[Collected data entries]
※ ※ ※

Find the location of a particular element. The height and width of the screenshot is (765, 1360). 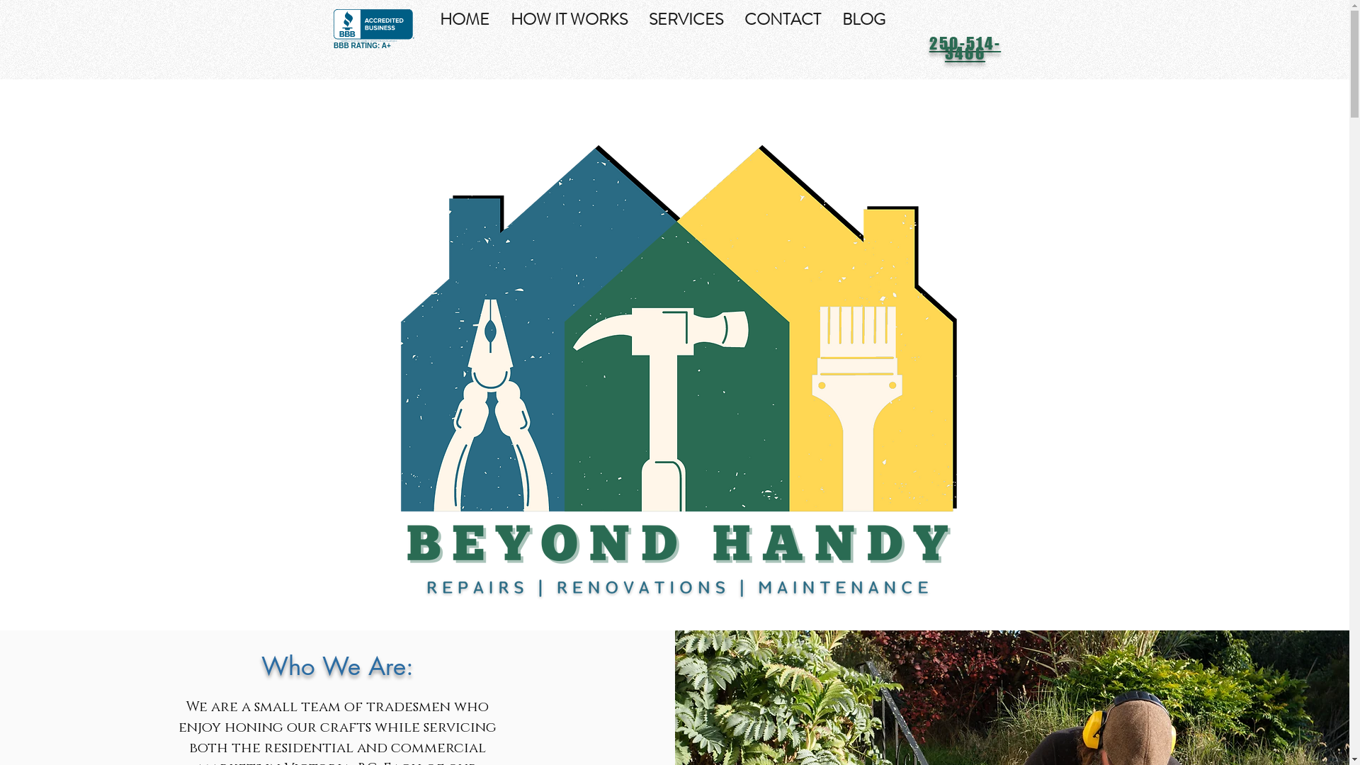

250-514-3466 is located at coordinates (964, 48).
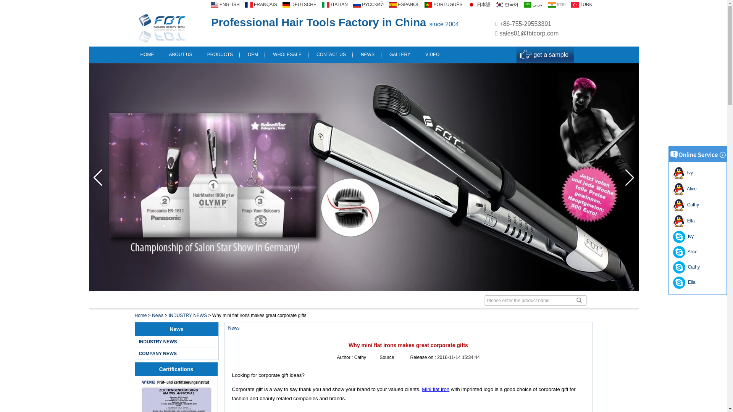 The width and height of the screenshot is (733, 412). I want to click on Please enter the product name, so click(535, 301).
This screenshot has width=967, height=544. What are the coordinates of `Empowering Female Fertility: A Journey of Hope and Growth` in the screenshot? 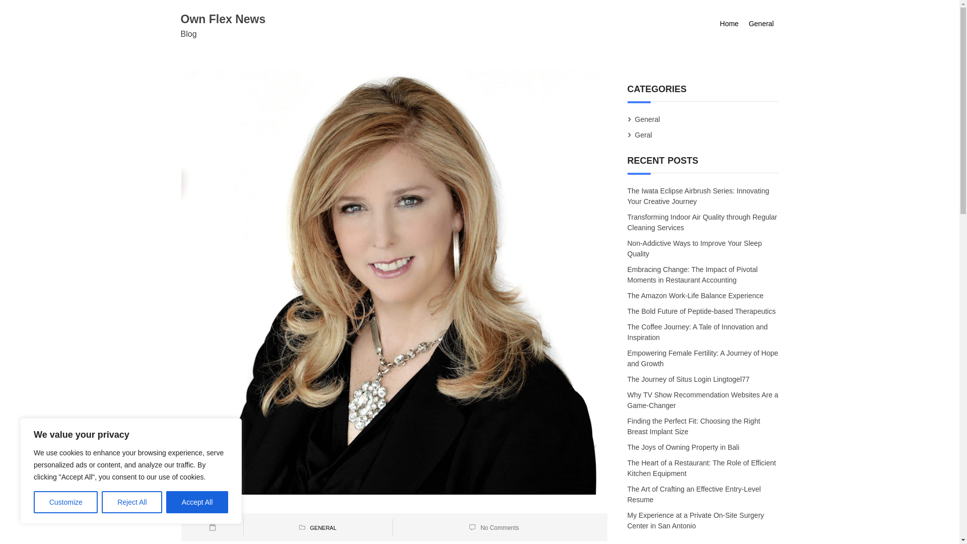 It's located at (703, 358).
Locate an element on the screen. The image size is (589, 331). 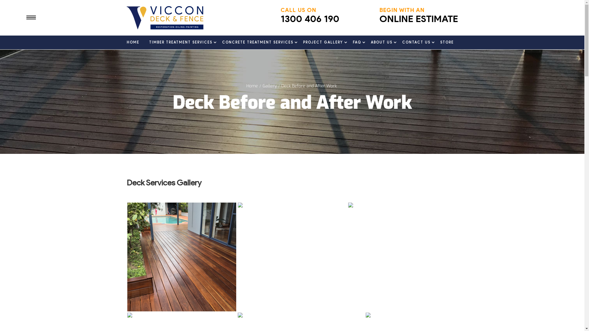
FAQ is located at coordinates (357, 42).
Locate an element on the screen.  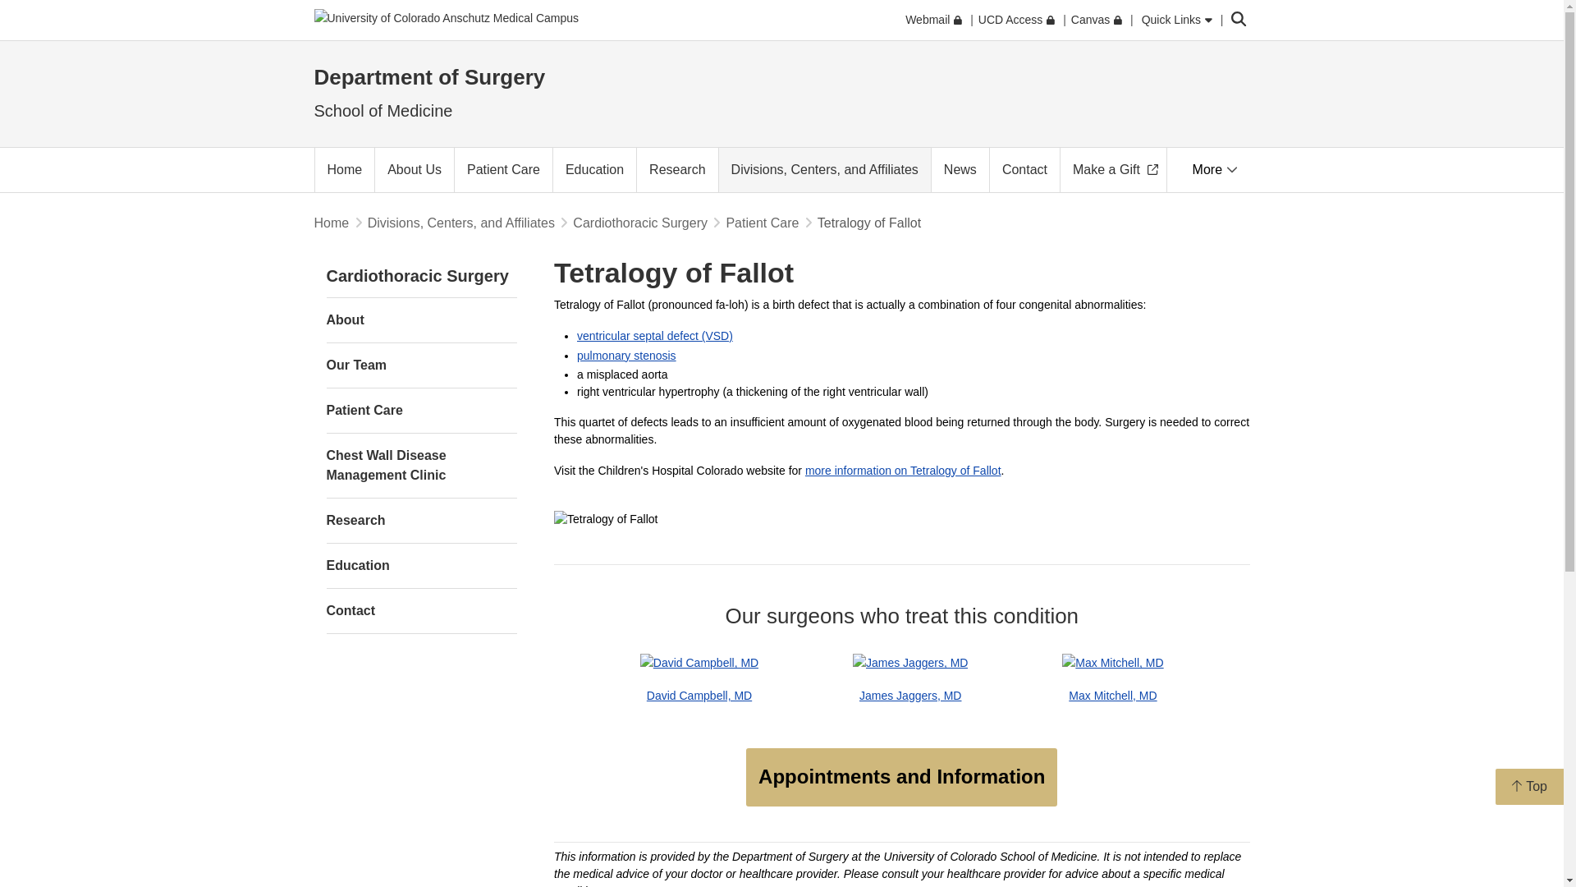
Canvas is located at coordinates (1097, 20).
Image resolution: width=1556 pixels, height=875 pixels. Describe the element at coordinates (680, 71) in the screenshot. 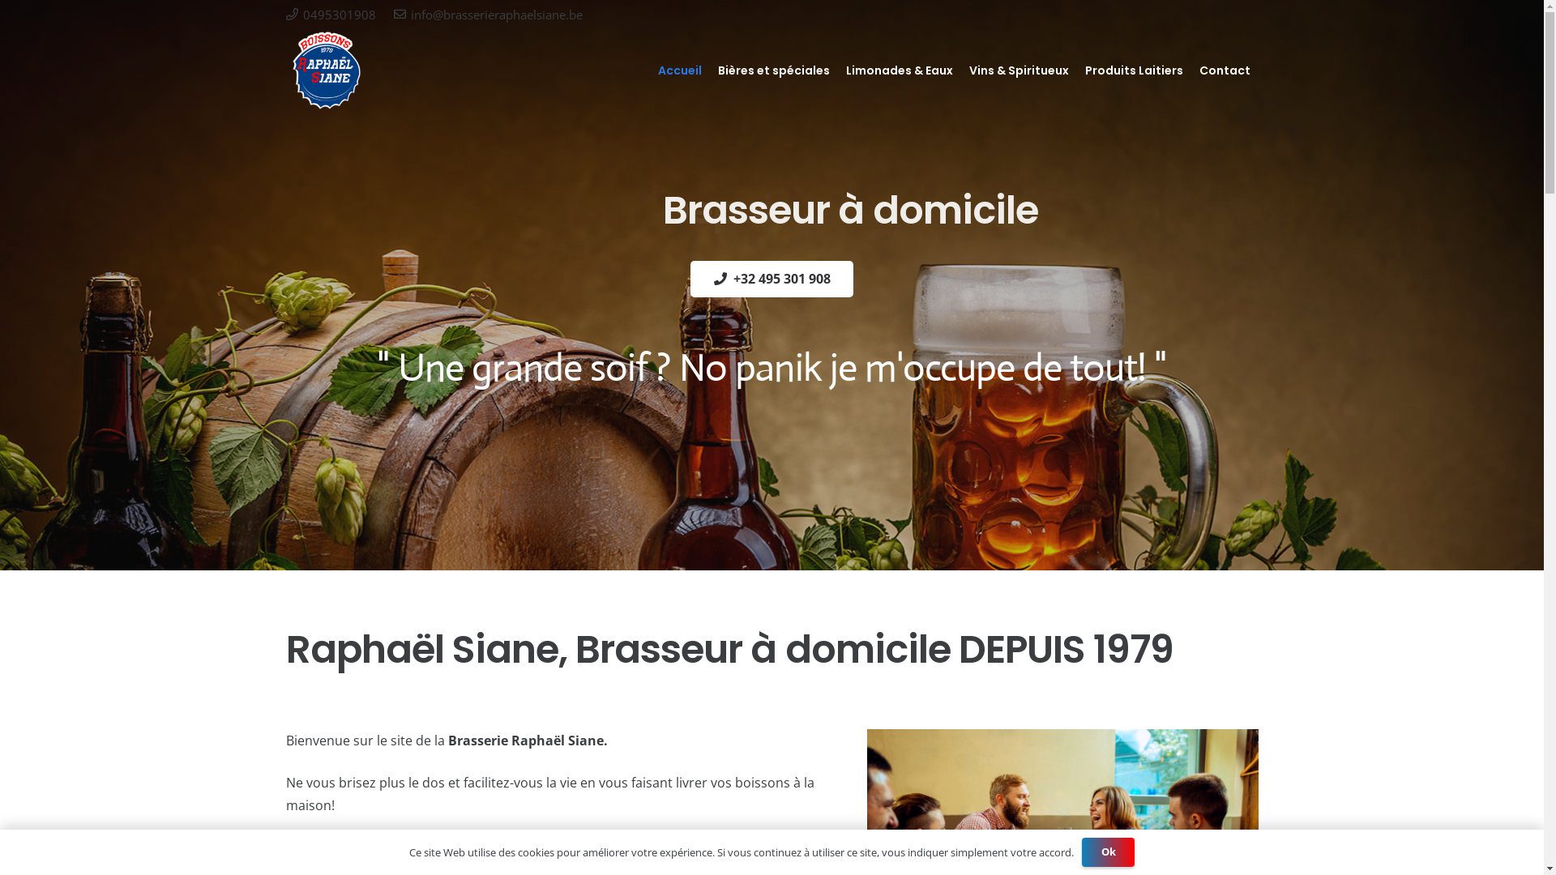

I see `Accueil` at that location.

※ ※ ※

Please reproduce the lines exactly from the one containing "Locate an element on the screen. The" through the last line of the data above, and keep the pictures out.

> **EXERCISE SOLUTION**:
Locate an element on the screen. The image size is (589, 331). 
FAQ is located at coordinates (357, 42).
Locate an element on the screen.  
Canvas is located at coordinates (1097, 20).
Image resolution: width=1556 pixels, height=875 pixels. Describe the element at coordinates (680, 71) in the screenshot. 

I see `Accueil` at that location.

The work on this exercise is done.